Near the lower boundary in the simulations, a sponge layer employing Rayleigh damping and Newton cooling is used in an attempt to circumvent unwanted reflections of gravity waves back into the domain interior. Such sponge layers have been used with acceptable results to minimize the impact of reflected waves on convection-zone dynamics; however, the damping such near-boundary layers provide is imperfect, and wave reflections, albeit of much lower amplitudes than would occur in their absence, do indeed result. Unfortunately, dynamics in the stable region are much more sensitive to reflected waves than in the convection zone, and stable-layer analysis is therefore restricted to only very short times immediately after plume impact.
The same problem exists for other boundary techniques we have tried, including the wave-transmitting conditions proposed by Klemp and Durran (1983, Mon. Weather Rev., Vol 111, pp 430-444) and modifications of both the damping layer and the transmitting boundary techniques. We are currently implementing a new boundary technique we have developed that makes use of so-called Perfectly Matched Layer (PML) methods developed over the last few years in the fields of computational electromagnetics and ideal-fluid acoustics (e.g., Abarbanel, Gottlieb and Hesthaven, 1999, Journal of Computational Physics, Vol 154, pp 266-283). Preliminary test results are extremely promising and will allow diagnosis of gravity waves generated throughout the evolution of plume overshoot, not simply the earliest times, as is the case now.
Figures 2 and 3 show work on another component of our program, the breaking of gravity waves generated by plume impacts. This simulation includes only the stable region of the solar interior. Large-amplitude gravity waves propagate downward, then break as small-length-scale 3D perturbations grow to nonlinear amplitudes. During intermediate times (Figure 2, middle panel of Figure 3), coherent structures in the form of three interleaved vortex loops interact and instigate the transition to smaller scales of motion. Both figures show the magnitude of fluid vorticity. Figure 3 shows a 3D volume rendering of the coherent vortex-loop structures, while Figure 2 shows the evolution in a vertical 2D slice. The time depicted in the middle panel of Figure 3 is the same as that used in Figure 2.

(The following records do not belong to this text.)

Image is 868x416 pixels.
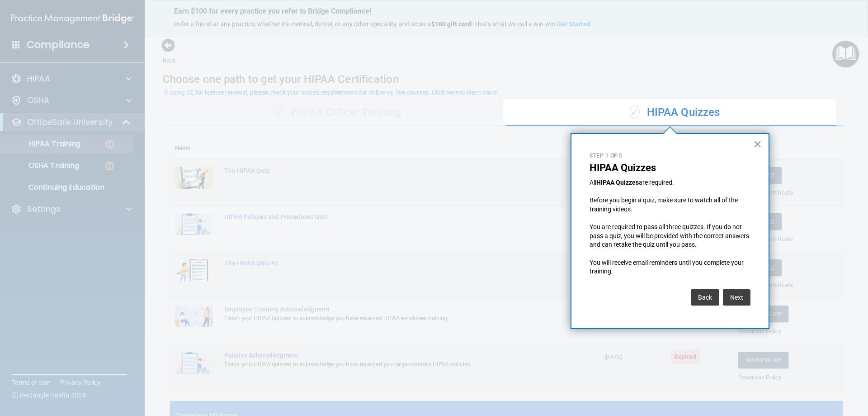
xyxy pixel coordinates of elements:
p: You will receive email reminders until you complete your training. [590,259,750,276]
p: Step 1 of 5 [590,152,750,160]
span: ✓ [629,105,640,119]
button: Back [691,289,719,305]
button: Close [753,137,762,151]
strong: HIPAA Quizzes [596,179,639,186]
p: You are required to pass all three quizzes. If you do not pass a quiz, you will be provided with ... [590,223,750,249]
p: Before you begin a quiz, make sure to watch all of the training videos. [590,196,750,213]
span: are required. [639,179,674,186]
div: HIPAA Quizzes [507,99,843,126]
button: Next [723,289,750,305]
p: HIPAA Quizzes [590,162,750,174]
span: All [590,179,596,186]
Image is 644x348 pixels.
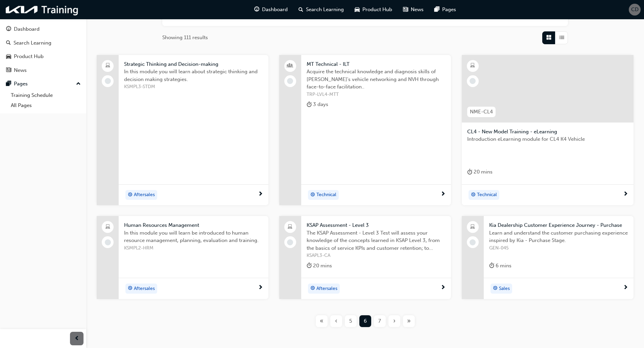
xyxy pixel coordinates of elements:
[306,100,328,108] div: 3 days
[477,191,497,199] span: Technical
[468,136,628,143] span: Introduction eLearning module for CL4 K4 Vehicle
[3,3,81,17] img: kia-training
[378,317,381,325] span: 7
[97,55,268,206] a: Strategic Thinking and Decision-makingIn this module you will learn about strategic thinking and ...
[470,240,476,246] span: learningRecordVerb_NONE-icon
[470,108,493,116] span: NME-CL4
[3,23,83,35] a: Dashboard
[124,222,263,230] span: Human Resources Management
[440,285,446,291] span: next-icon
[403,5,408,14] span: news-icon
[162,34,208,41] span: Showing 111 results
[349,3,398,17] a: car-iconProduct Hub
[6,40,11,47] span: search-icon
[631,6,639,13] span: CD
[559,34,564,41] span: List
[489,261,494,270] span: duration-icon
[287,78,293,84] span: learningRecordVerb_NONE-icon
[254,5,259,14] span: guage-icon
[3,21,83,78] button: DashboardSearch LearningProduct HubNews
[358,315,372,327] button: Page 6
[546,34,551,41] span: Grid
[3,78,83,90] button: Pages
[402,315,416,327] button: Last page
[623,285,628,291] span: next-icon
[470,78,476,84] span: learningRecordVerb_NONE-icon
[407,317,411,325] span: »
[105,61,111,71] span: laptop-icon
[14,80,28,88] div: Pages
[468,128,628,136] span: CL4 - New Model Training - eLearning
[287,240,293,246] span: learningRecordVerb_NONE-icon
[349,317,352,325] span: 5
[258,192,263,198] span: next-icon
[314,315,329,327] button: First page
[6,68,11,74] span: news-icon
[134,191,155,199] span: Aftersales
[13,39,51,47] div: Search Learning
[306,61,446,69] span: MT Technical - ILT
[306,261,332,270] div: 20 mins
[442,6,456,13] span: Pages
[298,5,303,14] span: search-icon
[434,5,440,14] span: pages-icon
[97,216,268,299] a: Human Resources ManagementIn this module you will learn be introduced to human resource managemen...
[3,51,83,63] a: Product Hub
[6,54,11,60] span: car-icon
[393,317,396,325] span: ›
[329,315,344,327] button: Previous page
[306,100,312,108] span: duration-icon
[105,223,111,232] span: laptop-icon
[134,285,155,293] span: Aftersales
[128,284,133,293] span: target-icon
[75,335,79,343] span: prev-icon
[3,64,83,77] a: News
[398,3,429,17] a: news-iconNews
[76,80,81,88] span: up-icon
[470,223,475,232] span: laptop-icon
[372,315,387,327] button: Page 7
[293,3,349,17] a: search-iconSearch Learning
[105,240,111,246] span: learningRecordVerb_NONE-icon
[306,261,312,270] span: duration-icon
[429,3,462,17] a: pages-iconPages
[499,285,510,293] span: Sales
[124,230,263,245] span: In this module you will learn be introduced to human resource management, planning, evaluation an...
[468,168,472,176] span: duration-icon
[124,61,263,69] span: Strategic Thinking and Decision-making
[124,245,263,252] span: KSMPL2-HRM
[489,230,628,245] span: Learn and understand the customer purchasing experience inspired by Kia - Purchase Stage.
[124,68,263,83] span: In this module you will learn about strategic thinking and decision making strategies.
[462,216,633,299] a: Kia Dealership Customer Experience Journey - PurchaseLearn and understand the customer purchasing...
[364,317,367,325] span: 6
[411,6,424,13] span: News
[279,55,451,206] a: MT Technical - ILTAcquire the technical knowledge and diagnosis skills of [PERSON_NAME]'s vehicle...
[128,191,133,200] span: target-icon
[489,261,511,270] div: 6 mins
[623,192,628,198] span: next-icon
[462,55,633,206] a: NME-CL4CL4 - New Model Training - eLearningIntroduction eLearning module for CL4 K4 Vehicledurati...
[262,6,288,13] span: Dashboard
[258,285,263,291] span: next-icon
[279,216,451,299] a: KSAP Assessment - Level 3The KSAP Assessment - Level 3 Test will assess your knowledge of the con...
[14,67,27,75] div: News
[344,315,358,327] button: Page 5
[470,61,475,71] span: learningResourceType_ELEARNING-icon
[316,191,336,199] span: Technical
[306,91,446,98] span: TRP-LVL4-MTT
[471,191,476,200] span: target-icon
[306,222,446,230] span: KSAP Assessment - Level 3
[306,6,344,13] span: Search Learning
[440,192,446,198] span: next-icon
[288,61,292,71] span: people-icon
[288,223,292,232] span: laptop-icon
[8,90,83,100] a: Training Schedule
[6,27,11,33] span: guage-icon
[320,317,324,325] span: «
[14,53,43,61] div: Product Hub
[105,78,111,84] span: learningRecordVerb_NONE-icon
[249,3,293,17] a: guage-iconDashboard
[14,25,39,33] div: Dashboard
[489,222,628,230] span: Kia Dealership Customer Experience Journey - Purchase
[493,284,497,293] span: target-icon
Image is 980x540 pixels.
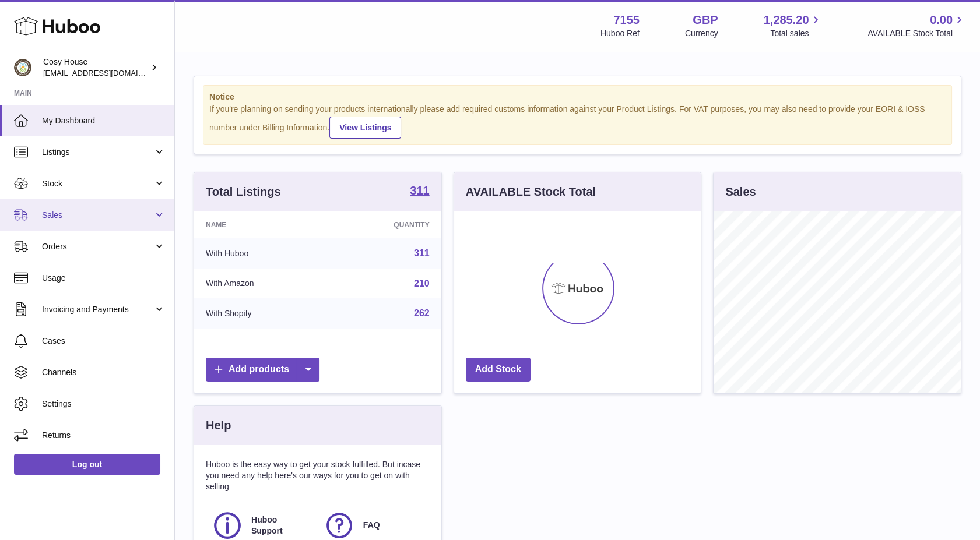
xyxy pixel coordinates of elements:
[693,12,717,28] strong: GBP
[194,298,329,329] td: With Shopify
[410,185,429,199] a: 311
[867,28,966,39] span: AVAILABLE Stock Total
[763,12,808,28] span: 1,285.20
[14,454,160,475] a: Log out
[465,358,531,382] a: Add Stock
[613,12,640,28] strong: 7155
[414,279,429,289] a: 210
[43,57,148,79] div: Cosy House
[206,418,231,434] h3: Help
[685,28,718,39] div: Currency
[42,304,154,315] span: Invoicing and Payments
[42,241,154,252] span: Orders
[42,335,166,347] span: Cases
[929,12,953,28] span: 0.00
[194,211,329,239] th: Name
[725,184,755,200] h3: Sales
[43,68,172,78] span: [EMAIL_ADDRESS][DOMAIN_NAME]
[209,92,945,102] strong: Notice
[329,117,401,138] a: View Listings
[763,12,822,39] a: 1,285.20 Total sales
[465,184,596,200] h3: AVAILABLE Stock Total
[414,248,429,259] a: 311
[329,211,441,239] th: Quantity
[251,514,310,537] span: Huboo Support
[42,116,166,126] span: My Dashboard
[42,367,166,378] span: Channels
[42,147,154,158] span: Listings
[42,209,154,221] span: Sales
[42,399,166,410] span: Settings
[206,459,429,493] p: Huboo is the easy way to get your stock fulfilled. But incase you need any help here's our ways f...
[206,184,281,200] h3: Total Listings
[42,430,166,441] span: Returns
[42,178,154,189] span: Stock
[206,358,319,382] a: Add products
[770,28,822,39] span: Total sales
[867,12,966,39] a: 0.00 AVAILABLE Stock Total
[363,520,380,531] span: FAQ
[194,239,329,269] td: With Huboo
[14,59,31,76] img: info@wholesomegoods.com
[42,273,166,284] span: Usage
[410,185,429,196] strong: 311
[600,28,640,39] div: Huboo Ref
[414,309,429,318] a: 262
[194,269,329,299] td: With Amazon
[209,104,945,138] div: If you're planning on sending your products internationally please add required customs informati...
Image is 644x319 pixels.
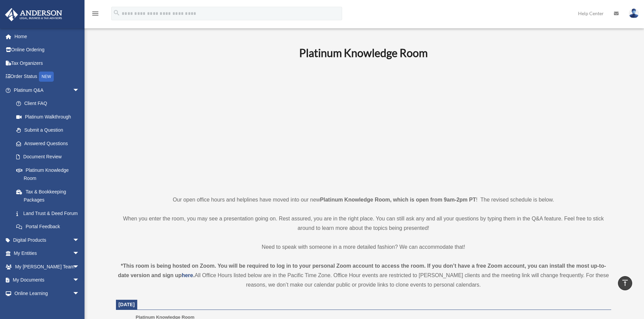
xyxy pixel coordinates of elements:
[9,207,89,220] a: Land Trust & Deed Forum
[116,214,611,233] p: When you enter the room, you may see a presentation going on. Rest assured, you are in the right ...
[262,69,465,182] iframe: 231110_Toby_KnowledgeRoom
[618,276,632,290] a: vertical_align_top
[9,164,86,185] a: Platinum Knowledge Room
[9,220,89,234] a: Portal Feedback
[5,70,89,84] a: Order StatusNEW
[5,273,89,287] a: My Documentsarrow_drop_down
[39,72,54,82] div: NEW
[5,260,89,273] a: My [PERSON_NAME] Teamarrow_drop_down
[116,261,611,290] div: All Office Hours listed below are in the Pacific Time Zone. Office Hour events are restricted to ...
[3,8,64,21] img: Anderson Advisors Platinum Portal
[5,43,89,57] a: Online Ordering
[629,9,639,18] img: User Pic
[73,83,86,97] span: arrow_drop_down
[5,233,89,247] a: Digital Productsarrow_drop_down
[91,12,99,18] a: menu
[193,272,194,278] strong: .
[73,233,86,247] span: arrow_drop_down
[9,97,89,110] a: Client FAQ
[299,46,427,59] b: Platinum Knowledge Room
[5,83,89,97] a: Platinum Q&Aarrow_drop_down
[116,195,611,204] p: Our open office hours and helplines have moved into our new ! The revised schedule is below.
[116,242,611,252] p: Need to speak with someone in a more detailed fashion? We can accommodate that!
[181,272,193,278] a: here
[91,9,99,18] i: menu
[5,247,89,260] a: My Entitiesarrow_drop_down
[73,286,86,301] span: arrow_drop_down
[621,279,629,287] i: vertical_align_top
[118,263,606,278] strong: *This room is being hosted on Zoom. You will be required to log in to your personal Zoom account ...
[73,247,86,261] span: arrow_drop_down
[9,150,89,164] a: Document Review
[73,260,86,274] span: arrow_drop_down
[9,137,89,150] a: Answered Questions
[9,185,89,207] a: Tax & Bookkeeping Packages
[9,124,89,137] a: Submit a Question
[5,286,89,300] a: Online Learningarrow_drop_down
[73,273,86,287] span: arrow_drop_down
[119,302,135,307] span: [DATE]
[113,9,120,17] i: search
[320,197,476,203] strong: Platinum Knowledge Room, which is open from 9am-2pm PT
[5,56,89,70] a: Tax Organizers
[9,110,89,124] a: Platinum Walkthrough
[5,30,89,43] a: Home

Ongoing and current work concentrates on the effects of shear and poloidal and toroidal magnetic fields as well as improved lower boundary conditions for the coupled stable/unstable layer simulations.
This work is sponsored by NSF Solar Terrestrial grant ATM-981938, NASA Supporting Research and Technology grant NAG5-4918 and contract NASW-99026. NCAR is sponsored by the National Science Foundation.